Ronen, Shelly. 2010. “Grinding On the Dance Floor: Gendered Scripts and Sexualized Dancing at College Parties.” Gender & Society 24 (3): 355-377.
In this article, the author explores the gendered dynamics of “grinding,” sexualized dancing common at college parties. Drawing on the observations of student participant observers, the author describes the common script for initiating this behavior. At these parties, men initiated more often and more directly than women, whose behaviors were shaped by a sexual double standard and (hetero-) relational imperative.
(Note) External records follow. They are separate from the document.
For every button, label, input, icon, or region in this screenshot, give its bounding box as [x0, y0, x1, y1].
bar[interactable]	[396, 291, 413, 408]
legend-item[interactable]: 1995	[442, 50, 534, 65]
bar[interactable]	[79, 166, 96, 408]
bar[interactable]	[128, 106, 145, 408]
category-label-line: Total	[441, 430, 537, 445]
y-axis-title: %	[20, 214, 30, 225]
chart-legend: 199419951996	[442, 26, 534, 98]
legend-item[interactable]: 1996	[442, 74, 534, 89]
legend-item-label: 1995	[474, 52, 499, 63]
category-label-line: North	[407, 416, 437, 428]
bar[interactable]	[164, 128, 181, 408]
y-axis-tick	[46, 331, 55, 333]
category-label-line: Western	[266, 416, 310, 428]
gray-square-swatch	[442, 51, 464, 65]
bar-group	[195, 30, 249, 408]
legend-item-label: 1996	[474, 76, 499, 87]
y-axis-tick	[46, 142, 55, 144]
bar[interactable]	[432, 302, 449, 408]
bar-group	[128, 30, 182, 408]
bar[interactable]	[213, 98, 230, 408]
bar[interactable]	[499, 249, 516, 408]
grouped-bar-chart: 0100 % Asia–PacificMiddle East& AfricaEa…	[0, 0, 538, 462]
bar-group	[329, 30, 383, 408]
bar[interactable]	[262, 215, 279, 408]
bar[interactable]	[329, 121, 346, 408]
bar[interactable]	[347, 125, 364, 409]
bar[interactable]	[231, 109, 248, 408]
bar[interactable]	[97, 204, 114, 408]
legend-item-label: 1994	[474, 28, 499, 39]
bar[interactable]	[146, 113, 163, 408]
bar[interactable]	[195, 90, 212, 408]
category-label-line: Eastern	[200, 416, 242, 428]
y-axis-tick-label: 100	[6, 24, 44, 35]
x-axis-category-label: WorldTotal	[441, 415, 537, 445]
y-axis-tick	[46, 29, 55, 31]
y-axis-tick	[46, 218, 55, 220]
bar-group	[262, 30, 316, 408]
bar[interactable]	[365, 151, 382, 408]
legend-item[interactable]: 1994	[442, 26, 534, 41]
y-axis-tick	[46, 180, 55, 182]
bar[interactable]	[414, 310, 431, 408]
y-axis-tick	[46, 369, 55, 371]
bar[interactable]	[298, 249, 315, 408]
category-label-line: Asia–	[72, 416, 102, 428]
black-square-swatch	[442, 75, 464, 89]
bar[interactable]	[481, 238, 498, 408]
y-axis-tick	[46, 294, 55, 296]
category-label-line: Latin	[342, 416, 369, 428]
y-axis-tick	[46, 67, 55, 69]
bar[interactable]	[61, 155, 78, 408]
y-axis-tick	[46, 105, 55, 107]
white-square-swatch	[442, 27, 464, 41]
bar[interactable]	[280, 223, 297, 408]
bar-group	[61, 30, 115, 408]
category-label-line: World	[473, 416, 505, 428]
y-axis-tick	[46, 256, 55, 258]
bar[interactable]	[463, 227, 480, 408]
The heterosexual grinding script enacts a gendered dynamic that reproduces systematic gender inequality by limiting women’s access to sexual agency and pleasure, privileging men’s pleasure and confirming their higher status.

Schalet, Amy. 2010. “Sexual Subjectivity Revisited: The Significance of Relationships in Dutch and American Girls’ Experiences of Sexuality.” Gender & Society 24 (3): 304-329.
This research suggests important differences in institutionalized forms of heterosexuality. It also suggests the significance of girls’ relationships, and the cultural perceptions and processes that shape those relationships, for their sexual subjectivity. In-depth interviews with white middle-class Dutch and American girls demonstrate two important differences in the cultural beliefs and processes that shape their negotiation of heterosexuality. First, Dutch girls are able to integrate their sexual selves into their relationships with their parents, while reconciling sexuality with daughterhood is difficult for the American girls. Second, American girls face adult and peer cultures skeptical about whether teenagers can sustain the feelings and relationships that legitimate sexual activity, while Dutch girls are assumed to be able to fall in love and form steady sexual relationships.

Wolkomir, Michelle. 2009. “Making Heteronormative Reconciliations: The Story of Romantic Love, Sexuality, and Gender in Mixed-Orientation Marriages.” Gender & Society 23 (4): 494-519.
According to this article, marriage presents an idealized package for socio-sexual relations that reproduces and intertwines gender power dynamics and heterosexual desire. This package is sustained, in part, by the ideology of romantic love—a set of beliefs that constructs only a particular configuration of sexual and gender practices as natural, normal, and right. Drawing on interviews with 45 people, this study examines how people negotiate marital relationships that do not fit into this normative configuration— mixed-orientation (e.g., straight and gay) marriages. Participants’ resolutions to these situations, whether they divorced or created asexual or sexual non-monogamous marriages, were heavily shaped by their belief in the ideology of romantic love, illustrating how heteronormative relations can be held in place by normalizing ideologies.

Trautner, Mary Nell. 2005. “Doing Gender, Doing Class: The Performance of Sexuality in Exotic Dance Clubs.” Gender & Society 19 (6): 771-788.
This article pursues the idea of organizations as gendered and classed by means of a comparative ethnographic analysis of the performance of sexuality in four exotic dance clubs in the Southwestern United States. Strip clubs construct sexuality to be consistent with client class norms and assumptions and with how the clubs and dancers think working-class or middle-class sexuality should be expressed. Class differences are represented as sexual differences in very concrete ways: the appearance of dancers and other staff, dancing and performance styles, and interactions that take place between dancers and customers.